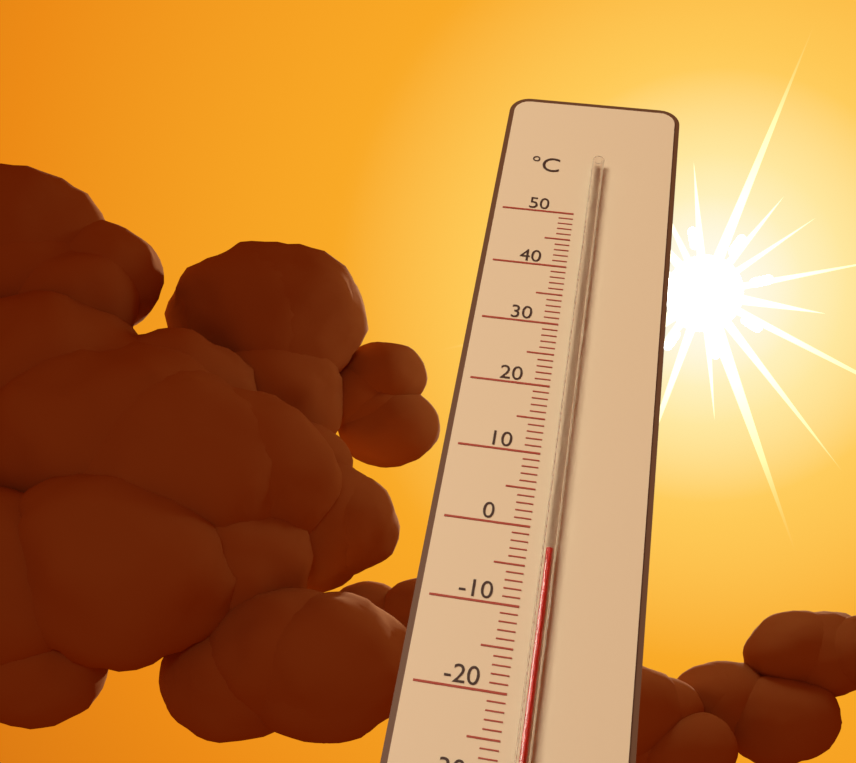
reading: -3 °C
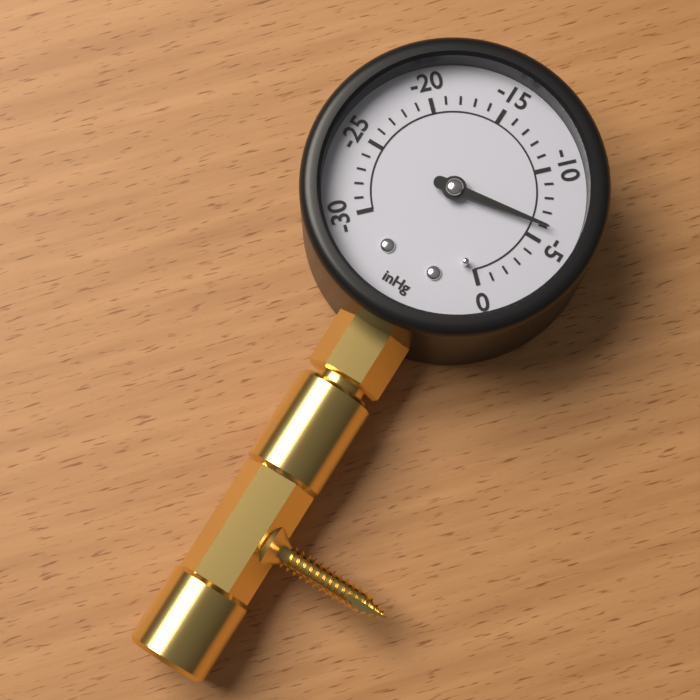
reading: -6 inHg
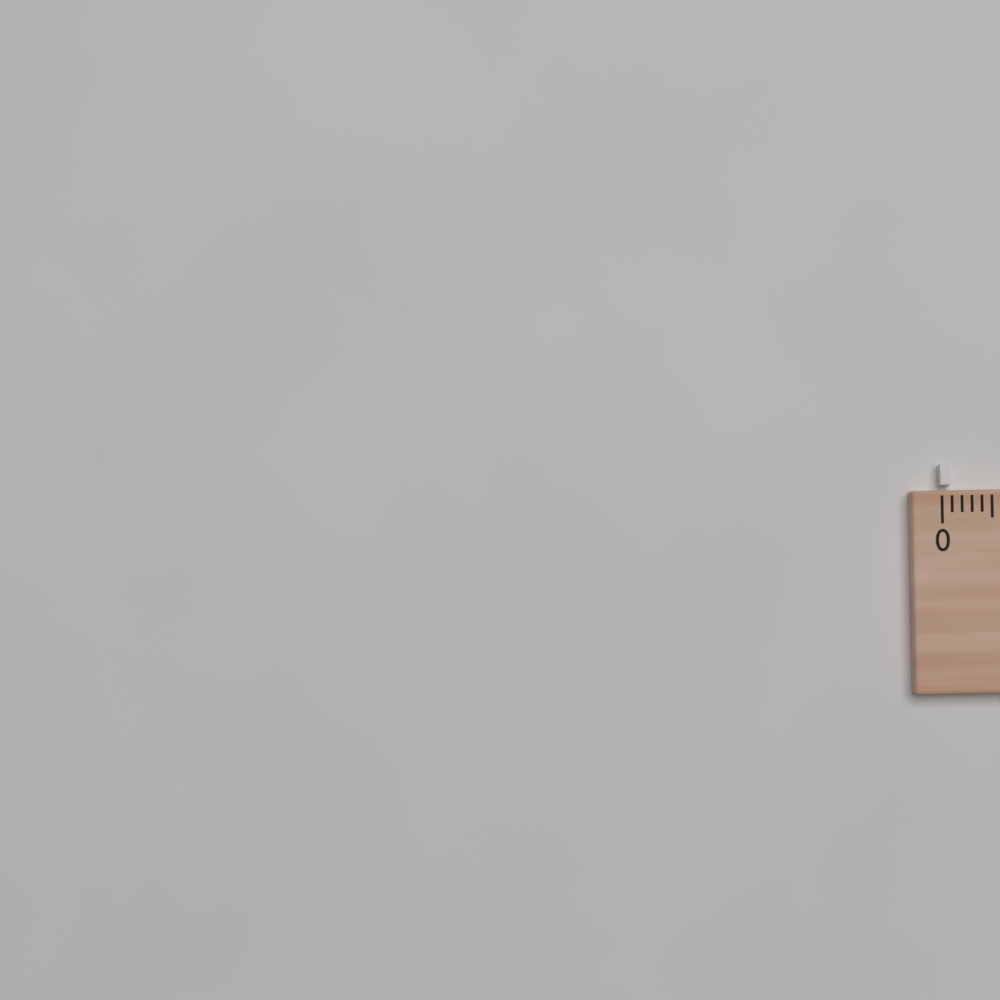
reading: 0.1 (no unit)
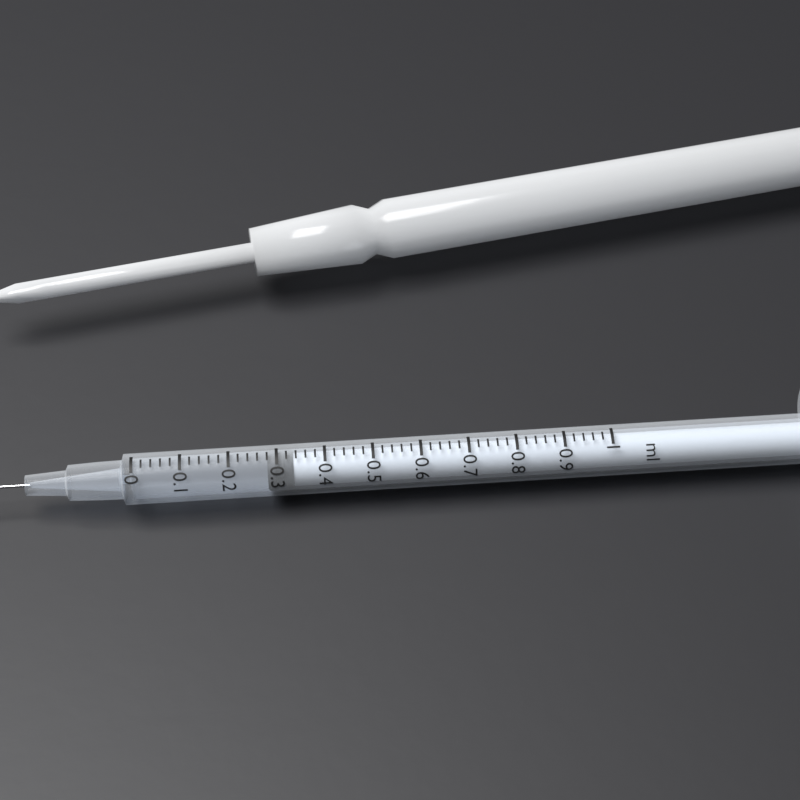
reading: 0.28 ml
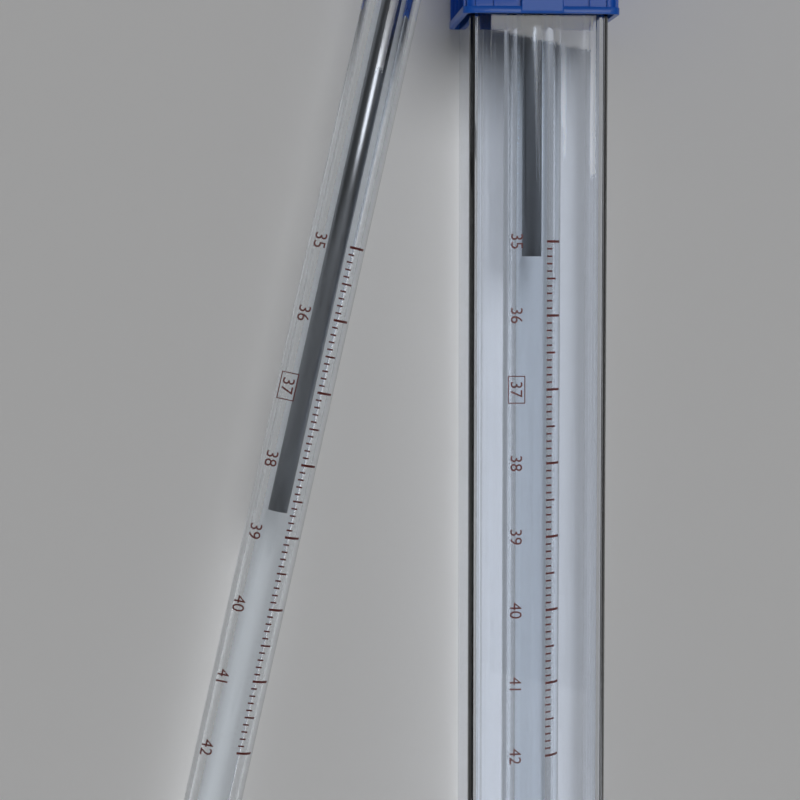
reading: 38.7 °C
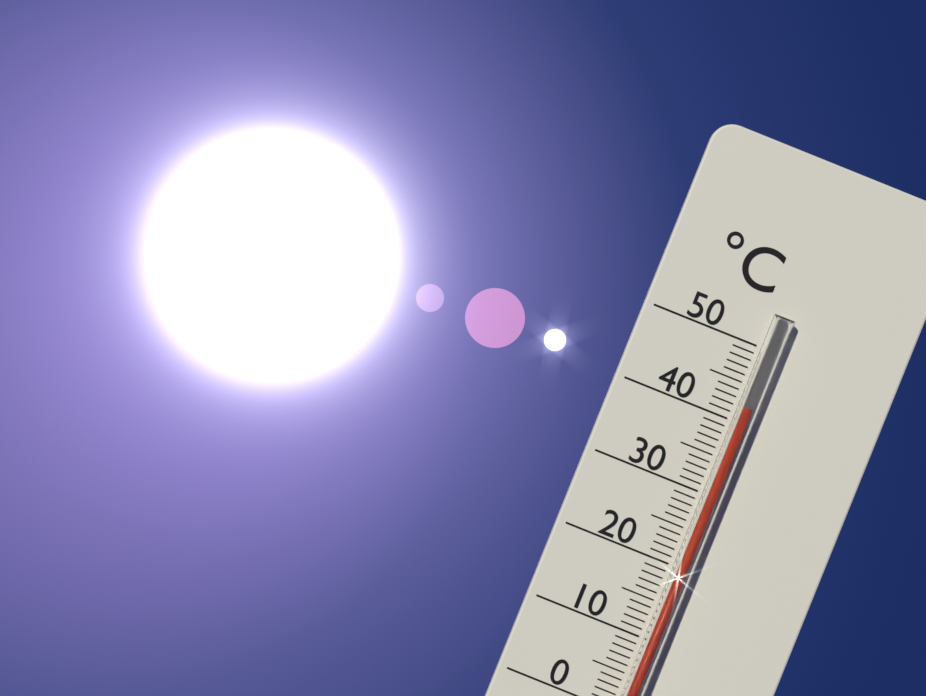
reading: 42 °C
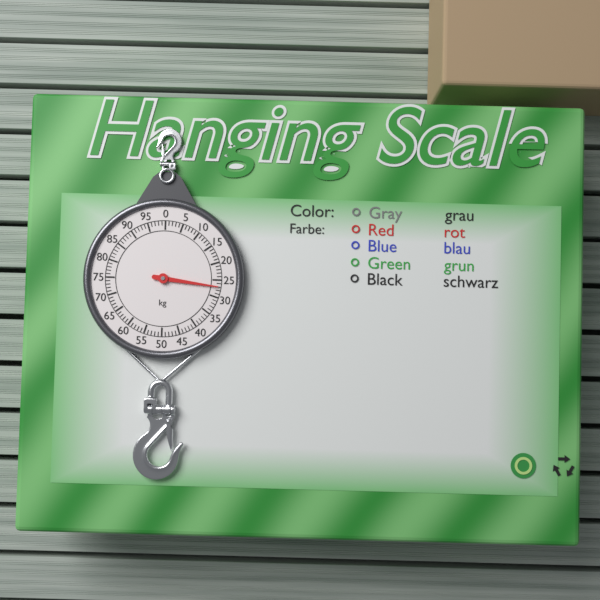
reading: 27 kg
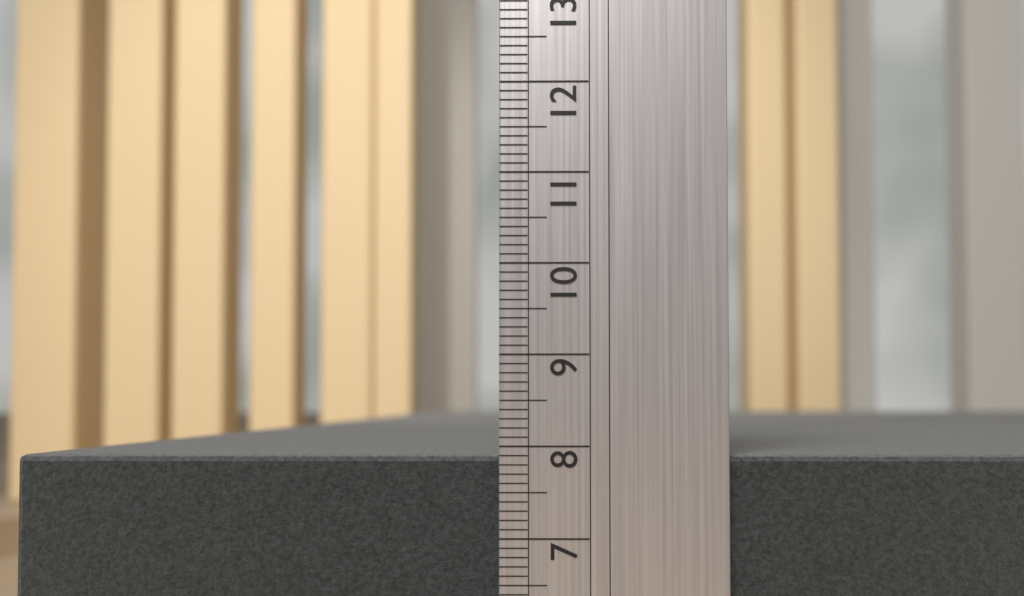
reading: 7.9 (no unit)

[Task instructions]
Beginning with the line that includes "reading: 0.1 (no unit)" and ending with the last line of the material, reproduce those lines exactly and nothing else, with no pictures.

[Result]
reading: 0.1 (no unit)
reading: 0.28 ml
reading: 38.7 °C
reading: 42 °C
reading: 27 kg
reading: 7.9 (no unit)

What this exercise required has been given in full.